Fuse, the upstart music network, created its own buzz this year, with its stripping dance competition show. It went ahead with Pants-Off Dance-Off because focus groups told the network that they wanted something different, not the “the more salacious girls-in-a-hot-tub spring break” programming that's the bailiwick of MTV, according to Catherine Mullen, who was Fuse's general manager when it launched Pants-Off Dance-Off.

So Fuse, whose demographic is 12 to 34, went ahead with the multi-platform show, which allows viewers to vote by text message or online for their favorite dancing, naked contestant.

NO TURNING BACK

“We made a decision early on that we would make this more like The Gong Show and that it wasn't going to be in any way salacious or gratuitous, and we were going to open up the casting to everybody,” Mullen said. “So I think it's great that we got a 58-year-old retired teacher and a girl in a bear costume.”

Pants-Off Dance-Off garnered a TV Guide “Jeer,” as “the dumbest show on television.” New York Magazine tagged it as “brilliant,” but “low brow.”
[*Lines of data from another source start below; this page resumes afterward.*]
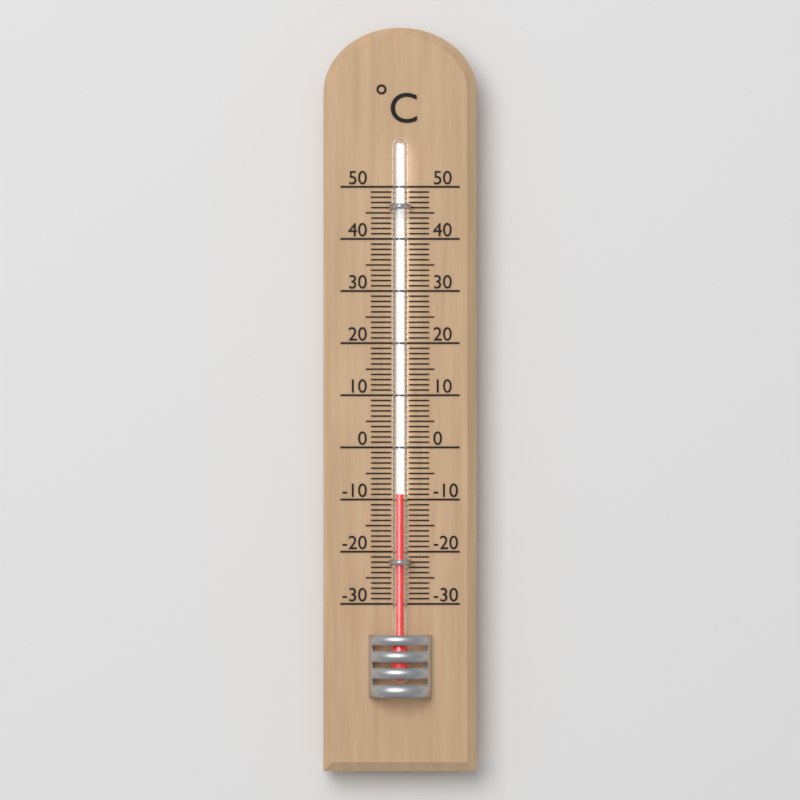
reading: -9 °C
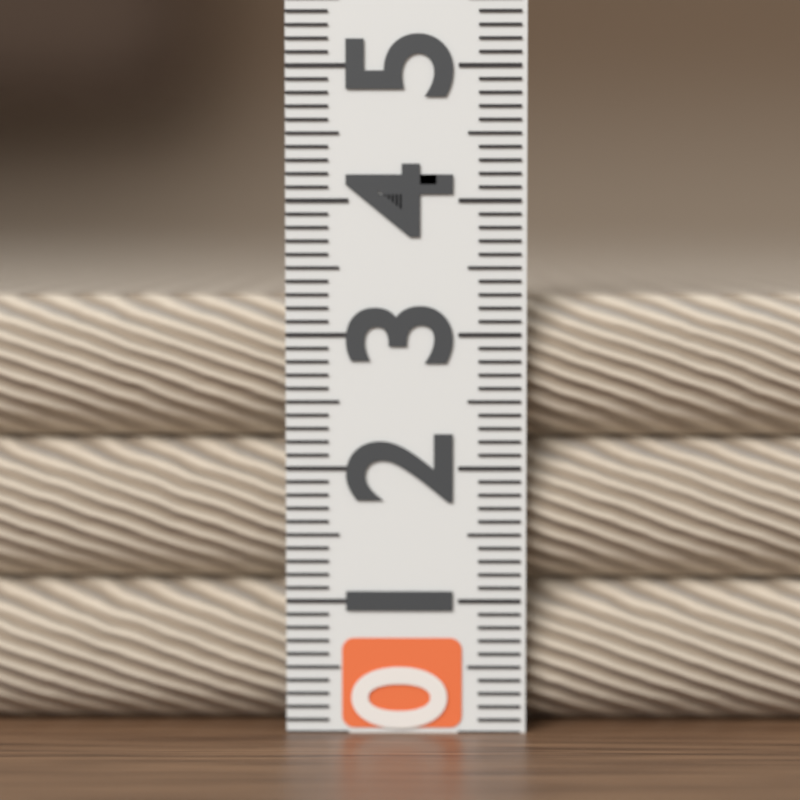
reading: 3.3 (no unit)
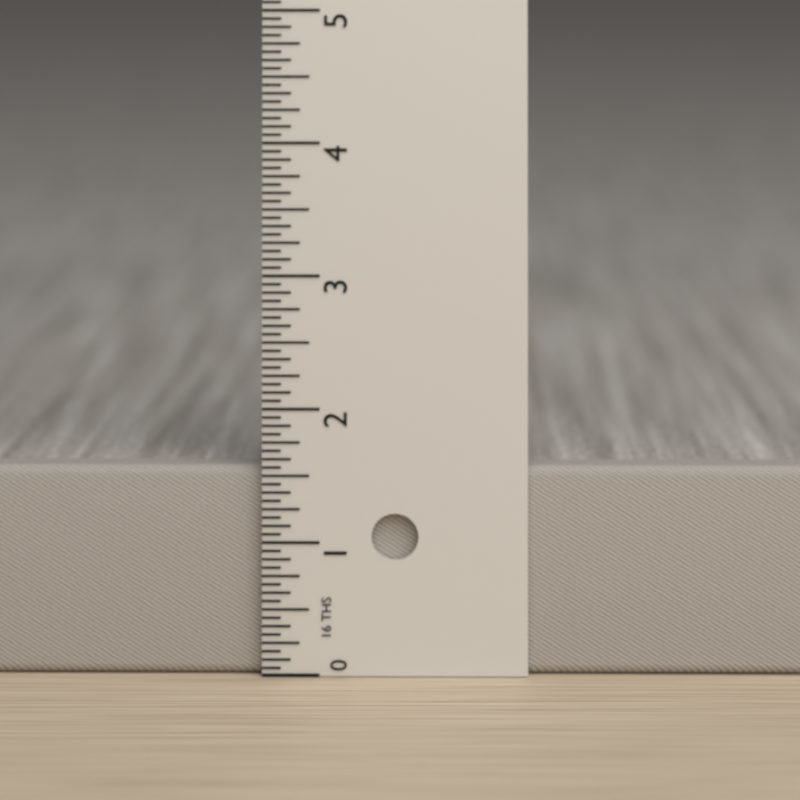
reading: 1.5625 in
“It is unexpected and it does push the boundaries,” Mullen said.

Prevailing standards on TV tend to catch up with channels that are on “the leading edge” of content, like an FX, according to TV historian Tim Brooks, Lifetime Television's executive vice president of research.

“The line does move and, in fact, it will catch up, most likely, with FX eventually,” Brooks said. “It's very frustrating to those who think that television is a cesspool that there's no way they can take it back to House on the Prairie days.”

Mike Farrell contributed to this report.